Inverse PCR schema; SP1 sense primer 1, AP1 antisense primer 1, SP2 sense primer 2, AP2 antisense primer 2; First PCR was performed using the self-ligated CHO DNA fragments as template and the primers AP1 and SP1. The second PCR using the product of the first round of PCR amplification as template and SP2 and AP2 as primers led to a fragment containing the 3′ and 5′ flanking region of the initial DNA fragment

Fig. 5
figure 5

Agarose gel electrophoresis, Identified 5′ and 3′ flanking regions of the three fragments showing promoter activity by Inverse PCR; Lane L: 2-log DNA Ladder (New England Biolabs, USA); Remaining lanes: various restriction endonucleases used for generating self-ligated templates for Inverse PCR led to fragments of different sizes

Figure 6 shows the map of all different constructs and Figure 7 corresponding promoter activity as percentage of the value for the SV40 promoter. While the original construct C1 derived via PCR amplification from the genomic DNA library shows 25% of the activity of the SV40 promoter, for construct C4 derived through Inverse PCR nearly 40% of the SV40 control could be detected. Compared to construct C1, which contains only one predicted TATA box, C4 comprises two predicted TATA boxes and has a shortened 3′-end starting from the start codon ATG. Constructs C2, C3, and C5, which include a third predicted TATA box (and a prolonged 3′-end in case of construct C2) did not show an improved luciferase activity in the reporter system.

Fig. 6
figure 6

5′ noncoding region of Gene C: schematic representation of the original and truncated fragments used in transfection experiments, TATA boxes predicted by the online promoter prediction program Neural Network Promoter Prediction (http://www.fruitfly.org/seq_tools/promoter.html) and the start codon ATG

Fig. 7
figure 7

Reporter activity assay; Constructs transfected in Chinese hamster ovary cells and their promoter activity as percentage of the value for the SV40 promoter; (−): negative control, promoterless luciferase reporter vector pGL3-Basic; A: 5′ region of Gene A; B: 5′ region of Gene B; (+): positive control, firefly luciferase reporter vector pGL3-Promoter containing the SV40 promoter; C1–C5: constructs of various length of Gene C 5′region

These constructs have to be further characterized concerning their function in stable cell clones expressing an industrially relevant product. Another attractive goal could be to screen for constructs encoding inducible promoter sequences suitable for the expression of, e.g., cell toxic products.
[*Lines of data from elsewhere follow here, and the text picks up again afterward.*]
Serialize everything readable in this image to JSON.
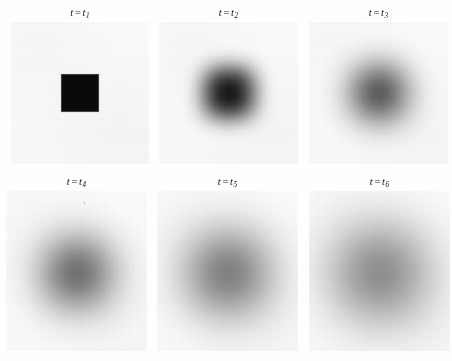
{
  "figure": {
    "title": "",
    "background_color": "#fefefe",
    "panel_background_color": "#fbfbfa",
    "blob_color": "#0a0a0a",
    "rows": 2,
    "columns": 3
  },
  "panels": [
    {
      "id": "panel-t1",
      "label_prefix": "t",
      "label_eq": "=",
      "label_var": "t",
      "label_sub": "1",
      "label_text": "t = t1",
      "state": "sharp-square",
      "x": 11,
      "y": 22,
      "width": 138,
      "height": 142,
      "blob": {
        "size": 37,
        "radius": 0,
        "blur": 0,
        "opacity": 1.0,
        "offset_x": 0,
        "offset_y": 0
      }
    },
    {
      "id": "panel-t2",
      "label_prefix": "t",
      "label_eq": "=",
      "label_var": "t",
      "label_sub": "2",
      "label_text": "t = t2",
      "state": "blurred-square",
      "x": 159,
      "y": 22,
      "width": 139,
      "height": 142,
      "blob": {
        "size": 48,
        "radius": 12,
        "blur": 11,
        "opacity": 0.97,
        "offset_x": 0,
        "offset_y": 0
      }
    },
    {
      "id": "panel-t3",
      "label_prefix": "t",
      "label_eq": "=",
      "label_var": "t",
      "label_sub": "3",
      "label_text": "t = t3",
      "state": "rounded-blob",
      "x": 309,
      "y": 22,
      "width": 139,
      "height": 142,
      "blob": {
        "size": 52,
        "radius": 26,
        "blur": 17,
        "opacity": 0.9,
        "offset_x": 0,
        "offset_y": 0
      }
    },
    {
      "id": "panel-t4",
      "label_prefix": "t",
      "label_eq": "=",
      "label_var": "t",
      "label_sub": "4",
      "label_text": "t = t4",
      "state": "diffuse-circle",
      "x": 6,
      "y": 191,
      "width": 141,
      "height": 160,
      "blob": {
        "size": 62,
        "radius": 50,
        "blur": 22,
        "opacity": 0.84,
        "offset_x": 0,
        "offset_y": 2
      }
    },
    {
      "id": "panel-t5",
      "label_prefix": "t",
      "label_eq": "=",
      "label_var": "t",
      "label_sub": "5",
      "label_text": "t = t5",
      "state": "diffuse-circle",
      "x": 157,
      "y": 191,
      "width": 141,
      "height": 160,
      "blob": {
        "size": 70,
        "radius": 50,
        "blur": 26,
        "opacity": 0.8,
        "offset_x": 0,
        "offset_y": 2
      }
    },
    {
      "id": "panel-t6",
      "label_prefix": "t",
      "label_eq": "=",
      "label_var": "t",
      "label_sub": "6",
      "label_text": "t = t6",
      "state": "diffuse-circle",
      "x": 309,
      "y": 191,
      "width": 141,
      "height": 160,
      "blob": {
        "size": 76,
        "radius": 50,
        "blur": 30,
        "opacity": 0.76,
        "offset_x": 0,
        "offset_y": 2
      }
    }
  ]
}
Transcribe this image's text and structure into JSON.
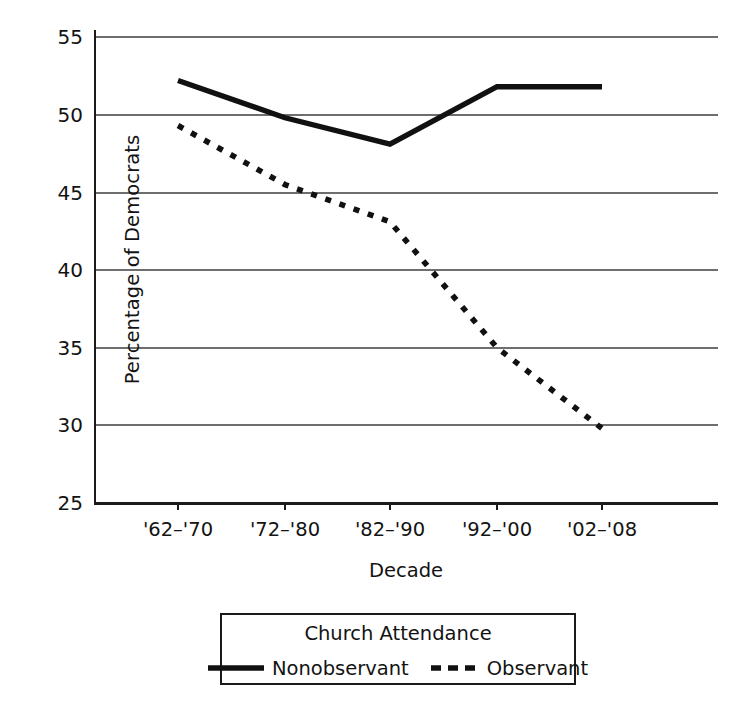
{
  "chart_data": {
    "type": "line",
    "title": "",
    "xlabel": "Decade",
    "ylabel": "Percentage of Democrats",
    "categories": [
      "'62–'70",
      "'72–'80",
      "'82–'90",
      "'92–'00",
      "'02–'08"
    ],
    "series": [
      {
        "name": "Nonobservant",
        "style": "solid",
        "color": "#111111",
        "values": [
          52.2,
          49.8,
          48.1,
          51.8,
          51.8
        ]
      },
      {
        "name": "Observant",
        "style": "dotted",
        "color": "#111111",
        "values": [
          49.3,
          45.5,
          43.1,
          35.0,
          29.8
        ]
      }
    ],
    "ylim": [
      25,
      55
    ],
    "yticks": [
      55,
      50,
      45,
      40,
      35,
      30,
      25
    ],
    "ytick_labels": [
      "55",
      "50",
      "45",
      "40",
      "35",
      "30",
      "25"
    ],
    "grid": "horizontal",
    "legend_position": "below-axes",
    "legend_title": "Church Attendance",
    "axis_color": "#1a1a1a",
    "grid_color": "#6e6e6e",
    "background": "#ffffff"
  },
  "legend": {
    "title": "Church Attendance",
    "entries": [
      {
        "label": "Nonobservant",
        "style": "solid"
      },
      {
        "label": "Observant",
        "style": "dashed"
      }
    ]
  },
  "axes": {
    "x_title": "Decade",
    "y_title": "Percentage of Democrats"
  }
}
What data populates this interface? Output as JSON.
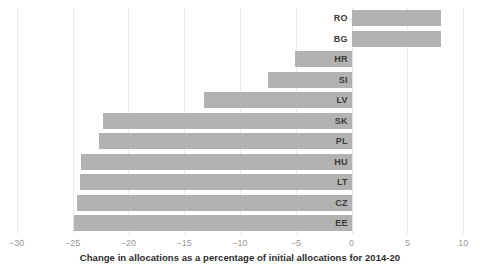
{
  "chart_data": {
    "type": "bar",
    "orientation": "horizontal",
    "title": "",
    "subtitle": "",
    "xlabel": "Change in allocations as a percentage of initial allocations for 2014-20",
    "ylabel": "",
    "categories": [
      "RO",
      "BG",
      "HR",
      "SI",
      "LV",
      "SK",
      "PL",
      "HU",
      "LT",
      "CZ",
      "EE"
    ],
    "values": [
      8.0,
      8.0,
      -5.1,
      -7.5,
      -13.2,
      -22.3,
      -22.6,
      -24.2,
      -24.3,
      -24.6,
      -24.9
    ],
    "series": [
      {
        "name": "Change in allocations",
        "values": [
          8.0,
          8.0,
          -5.1,
          -7.5,
          -13.2,
          -22.3,
          -22.6,
          -24.2,
          -24.3,
          -24.6,
          -24.9
        ]
      }
    ],
    "xlim": [
      -31.5,
      11.5
    ],
    "xticks": [
      -30,
      -25,
      -20,
      -15,
      -10,
      -5,
      0,
      5,
      10
    ],
    "xtick_labels": [
      "−30",
      "−25",
      "−20",
      "−15",
      "−10",
      "−5",
      "0",
      "5",
      "10"
    ],
    "grid": "vertical",
    "legend": "none",
    "bar_color": "#b2b2b2",
    "gridline_color": "#e9e9e9",
    "label_color": "#3b3b3b",
    "tick_color": "#9a9a9a",
    "background_color": "#ffffff"
  },
  "axis": {
    "title": "Change in allocations as a percentage of initial allocations for 2014-20"
  }
}
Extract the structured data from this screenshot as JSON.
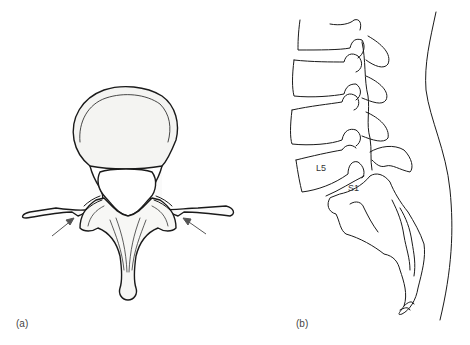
{
  "figure": {
    "panels": [
      {
        "id": "a",
        "label": "(a)",
        "view": "axial vertebra (superior view)",
        "arrows": 2
      },
      {
        "id": "b",
        "label": "(b)",
        "view": "lateral lumbosacral spine",
        "vertebra_labels": [
          "L5",
          "S1"
        ]
      }
    ]
  },
  "labels": {
    "panel_a": "(a)",
    "panel_b": "(b)",
    "l5": "L5",
    "s1": "S1"
  },
  "colors": {
    "line": "#1a1a1a",
    "body_fill": "#f4f4f2",
    "arrow": "#555555",
    "background": "#ffffff"
  }
}
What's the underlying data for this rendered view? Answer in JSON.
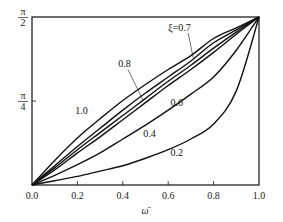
{
  "chart_data": {
    "type": "line",
    "title": "",
    "xlabel": "ω̄",
    "ylabel": "",
    "xlim": [
      0.0,
      1.0
    ],
    "ylim": [
      0,
      1.5708
    ],
    "grid": false,
    "legend": "inline curve labels",
    "x_ticks": [
      "0.0",
      "0.2",
      "0.4",
      "0.6",
      "0.8",
      "1.0"
    ],
    "y_ticks": [
      {
        "value": 0.7854,
        "label_num": "π",
        "label_den": "4"
      },
      {
        "value": 1.5708,
        "label_num": "π",
        "label_den": "2"
      }
    ],
    "x": [
      0.0,
      0.1,
      0.2,
      0.3,
      0.4,
      0.5,
      0.6,
      0.7,
      0.8,
      0.9,
      1.0
    ],
    "series": [
      {
        "name": "ξ=1.0",
        "label": "1.0",
        "values": [
          0.0,
          0.23,
          0.44,
          0.62,
          0.79,
          0.94,
          1.08,
          1.21,
          1.37,
          1.47,
          1.5708
        ]
      },
      {
        "name": "ξ=0.8",
        "label": "0.8",
        "values": [
          0.0,
          0.18,
          0.36,
          0.53,
          0.7,
          0.86,
          1.01,
          1.16,
          1.33,
          1.45,
          1.5708
        ]
      },
      {
        "name": "ξ=0.7",
        "label": "ξ=0.7",
        "values": [
          0.0,
          0.16,
          0.33,
          0.49,
          0.65,
          0.81,
          0.97,
          1.12,
          1.28,
          1.43,
          1.5708
        ]
      },
      {
        "name": "ξ=0.6",
        "label": "0.6",
        "values": [
          0.0,
          0.14,
          0.3,
          0.45,
          0.61,
          0.77,
          0.93,
          1.08,
          1.24,
          1.41,
          1.5708
        ]
      },
      {
        "name": "ξ=0.4",
        "label": "0.4",
        "values": [
          0.0,
          0.09,
          0.19,
          0.3,
          0.43,
          0.56,
          0.7,
          0.85,
          1.01,
          1.26,
          1.5708
        ]
      },
      {
        "name": "ξ=0.2",
        "label": "0.2",
        "values": [
          0.0,
          0.04,
          0.08,
          0.13,
          0.18,
          0.25,
          0.33,
          0.43,
          0.57,
          0.88,
          1.5708
        ]
      }
    ],
    "annotations": [
      {
        "text": "ξ=0.7",
        "x": 0.6,
        "y": 1.44,
        "leader_to": {
          "x": 0.71,
          "y": 1.19
        }
      },
      {
        "text": "0.8",
        "x": 0.38,
        "y": 1.1,
        "leader_to": {
          "x": 0.49,
          "y": 0.79
        }
      },
      {
        "text": "1.0",
        "x": 0.19,
        "y": 0.66
      },
      {
        "text": "0.6",
        "x": 0.61,
        "y": 0.74
      },
      {
        "text": "0.4",
        "x": 0.49,
        "y": 0.45
      },
      {
        "text": "0.2",
        "x": 0.61,
        "y": 0.27
      }
    ]
  }
}
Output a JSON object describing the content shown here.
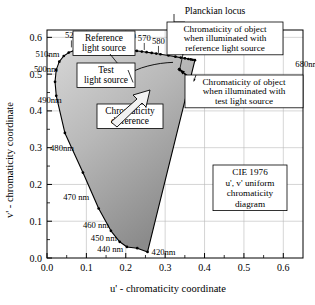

Such conditionally inducible gene expression can be particularly advantageous in order to optimize cell growth and achieve high cell densities during the initial phase. In a second production phase the promoter for the target protein can be activated by a specific stimulus to increase and prolong transgene expression. This kind of integrated process optimization allows adjusting gene expression characteristics and process conditions.

Overall, this method offers a very comfortable tool for the discovery of novel endogenous promoters even though only regulatory elements of known gene sequences can be identified using this approach. However, it is possible to directly target only highly expressed genes in order to increase the chance to find strong regulatory elements.